Gas Chamber on the Spectator Side. Gas Chamber. Still sits in the now abandoned New Mexico State Penitentiary. New Mexico, 2011

Gas Chamber on the Spectator Side. Gas Chamber. Still sits in the now abandoned New Mexico State Penitentiary. New Mexico, 2011

Where Death Dies

Published May 7, 2018
Words by Laurence Butet-Roch, Flash Forward Flash Back Editor
Photos by Emily Kinni, 2013 Flash Forward Winner

The United States is one of only 51 countries where the death penalty remains constitutional; a list that also contains foes such as North Korea, Iran and China.

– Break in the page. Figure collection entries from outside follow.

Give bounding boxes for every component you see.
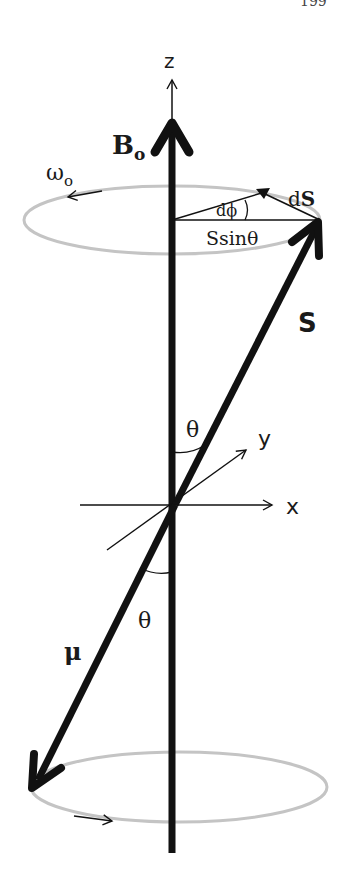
b-field-label: Bo	[112, 130, 145, 164]
upper-theta-label: θ	[186, 417, 199, 442]
magnetic-moment-label: μ	[64, 637, 82, 666]
lower-precession-orbit	[31, 752, 327, 822]
spin-vector	[175, 228, 316, 505]
dphi-angle-arc	[245, 200, 248, 220]
z-axis-label: z	[164, 49, 175, 73]
precession-diagram: 199 z Bo ωo dϕ dS Ssinθ S θ x y μ θ	[0, 0, 348, 889]
y-axis-label: y	[258, 426, 271, 451]
magnetic-moment-vector	[38, 505, 175, 780]
ds-label: dS	[288, 187, 315, 211]
lower-theta-label: θ	[138, 608, 151, 633]
x-axis-label: x	[286, 494, 299, 519]
y-axis-arrow	[107, 450, 246, 550]
radius-label: Ssinθ	[206, 227, 259, 249]
dphi-label: dϕ	[216, 201, 237, 220]
page-number: 199	[300, 0, 327, 9]
spin-vector-label: S	[298, 308, 317, 338]
angular-velocity-label: ωo	[46, 160, 73, 190]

Individual states can use it at their discretion as long as they abide by the restrictions imposed by the U.S. Supreme Court. Thirty-one still do. Or, to look at it from the other perspective, only 19 have abolished it. Few of the now-defunct execution sites have remained intact. Most have been modified, some to the point of erasing any indication of the lethal acts that were once performed there.

In New Mexico, a gas chamber was left as-is in an abandoned penitentiary. The New Jersey State Prison turned its lethal injection room into a largely unused conference room. The West Virginia Penitentiary memorialized Old Sparky, an electric chair, which was used nine times between 1951 and 1959, much like a museum would. Execution sites were replaced by a department store in Rhode Island, a private residence in Wisconsin, a retirement home in Vermont. Highways, roads, parks and transit hubs were built where people were once killed.

Gas Chamber (Opened), New Mexico State Penitentiary. 2011

Gas Chamber (Opened), New Mexico State Penitentiary. 2011

Old Sparky, West Virginia Penitentiary. 2011

Old Sparky, West Virginia Penitentiary. 2011

Interested in the liminality of the criminal justice system, Emily Kinni has sought these spaces out, cataloguing their current uses. She contends that since a place that was employed and often created for state-sanctioned death has potency, what happens to it after it is decommissioned. This is equally important and should be investigated. What happens to these spaces says a lot about how a society confronts its history. To what lengths are we inclined to go in order to bury the darkest parts of the past? What tactics do we resort to to help us forget that people died where we now stand? What happens when we decide to commemorate places of death, or instead use them for other activities? And how may those decisions impact our future?

Original Execution Chamber. Electric Chair. Now a Vocational Space in Sing Sing Correctional Facility. New York, 2011

Original Execution Chamber. Electric Chair. Now a Vocational Space in Sing Sing Correctional Facility. New York, 2011

Original Execution Chamber. Electric Chair and Lethal Injection. Now Unused Conference Room in the New Jersey State Prison. New Jersey, 2011

Original Execution Chamber. Electric Chair and Lethal Injection. Now Unused Conference Room in the New Jersey State Prison. New Jersey, 2011

What is the role of images in shaping and/or reframing histories? What do images of spaces contribute, especially when traces of the past have disappeared?

While monumentalizing them is hardly the answer, obscuring their history isn’t either, believes Kinni: “I have certainly not come to conclusions regarding what the necessary protocol would be in these situations which varies so drastically by state. But I have found that I am much more conflicted with the repurposing of these spaces versus their entire eradication. I found the states that reused execution chambers as other things to be confusing and problematic.”

Emily Kinni

Emily Kinni splits her time between Los Angeles and New York. She received a BFA in Photography at Parsons the New School of Design in 2011. Upon graduating, she was awarded the Tierney Fellowship, which aided her in the completion of the body of work entitled Where Death Dies. This series, as well as other bodies of work, have been featured in group exhibitions and solo shows internationally. Kinni was first awarded the Judges Choice Award for PDN’s Image 03 Awards in the student category when she was in high school in 2003 and has since been featured in publications such as Time and Aperture magazines.